Nah Python is weird about static types - it only defines the syntax, not the semantics.
Ditch Mypy. Pyright is much much much better.
Nah Python is weird about static types - it only defines the syntax, not the semantics.
Ditch Mypy. Pyright is much much much better.
No I disagree. There are some things that it's really infeasible to use the scientific method for. You simply can't do an experiment for everything.
A good example is UBI. You can't do a proper experiment for it because that would involve finding two similar countries and making one use UBI for at least 100 years. Totally impossible.
But that doesn't mean you just give up and say "well then we can't know anything at all about it".
Or closer to programming: are comments a good idea, or should programming languages not support comments? Pretty obvious answer right? Where's the scientific study?
Was default case fallthrough a mistake? Obviously yes. Did anyone ever do a study on it? No.
You don't always need a scientific study to know things to a reasonable certainty and often you can't do that.
That said I did see one really good study that shows Typescript catches about 15% of JavaScript bugs. So we don't have nothing.
I disagree. Pyright has pretty reasonable inference - typically it's only containers where you need to add explicit annotations and it feels like you shouldn't have to - and it is extremely reliable. Basically as good as Typescript.
Mypy is trash though. Maybe you've only used that?
You'd be surprised. Every time I try to introduce static type hints to Python code at work there are some weirdos that think it's a bad idea.
I think a lot of the time it's people using Vim or Emacs or whatever so they don't see half the benefits.
I think we still must call this an “open question”.
Not sure I agree. I do think you're right - it's hard to prove these things because it's fundamentally hard to prove things involving people, and also because most of the advantages of static types are irrelevant for tiny programs which is what many studies use.
But I don't think that means you can't use your judgement about it and come to a conclusion. Especially with languages like Python and Typescript that allow an any
cop-out, it's hard to see how anyone could really conclude that they aren't better.

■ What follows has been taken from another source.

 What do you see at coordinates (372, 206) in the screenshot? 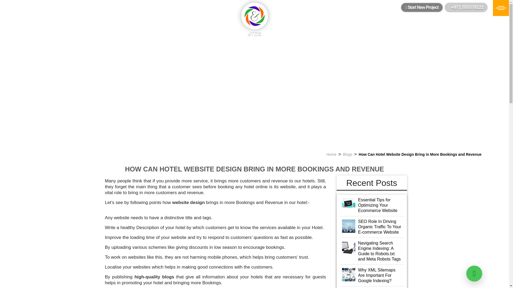
I see `Essential Tips for Optimizing Your Ecommerce Website` at bounding box center [372, 206].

Here's another example I came across recently: should bitwise &
have lower precedence than ==
like it does in C? Experience has told us that the answer is definitely no, and virtually every modern language puts them the other way around. Is it an open question? No. Did anyone prove this? Also no.
To what? They don't really have any serious competition.
Just being open source doesn't guarantee a project's survival. If Google were to abandon it the most likely outcome would be a community fork that gets 100th of the development manpower it gets now, and most developers would abandon the platform leading to it's effective death.
But I also think it's unlikely Google will abandon it. It's actually quite good and quite popular now.
Definitely a high usefulness-to-complexity ratio. But IMO the core advantage of Make is that most people already know it and have it installed (except on Windows).
By the time you need something complex enough that Make can't handle it (e.g. if you get into recursive Make) then you're better off using something like Bazel or Buck2 which also solves a bunch of other builds system problems (missing dependencies, early cut-off, remote builds, etc.).
However this does sound very useful for wrangling lots of other broken build systems - I can totally see why Buildroot are looking at it.
I recently tried to create a basic Linux system from scratch (OpenSBI + Linux + Busybox + ...) which is basically what Buildroot does, and it's a right pain because there are dependencies between different build systems, some of them don't actually rebuild properly when dependencies change (cough OpenSBI)... This feels like it could cajole them into something that actually works.
Ah yeah I forgot about namespaces. I don't think they're a popular feature.
The other two only generate code for backwards compatibility. When targeting the latest JavaScript versions they don't generate anything.
Ok decorators are technically still only a proposal so they're slightly jumping the gun there, but the point remains.
No they don't. Enums are actually unique in being the only Typescript feature that requires code gen, and they consider that to have been a mistake.
In any case that's not the cause of the difference here.
Private or obscure ones I guess.
Real-world (macro) benchmarks are at least harder to game, e.g. how long does it take to launch chrome and open Gmail? That's actually a useful task so if you speed it up, great!
Also these benchmarks are particularly easy to game because it's the actual benchmark itself that gets gamed (i.e. the code for each language); not the thing you are trying to measure with the benchmark (the compilers). Usually the benchmark is fixed and it's the targets that contort themselves to it, which is at least a little harder.
For example some of the benchmarks for language X literally just call into C libraries to do the work.
Almost every good content creator is only on YouTube.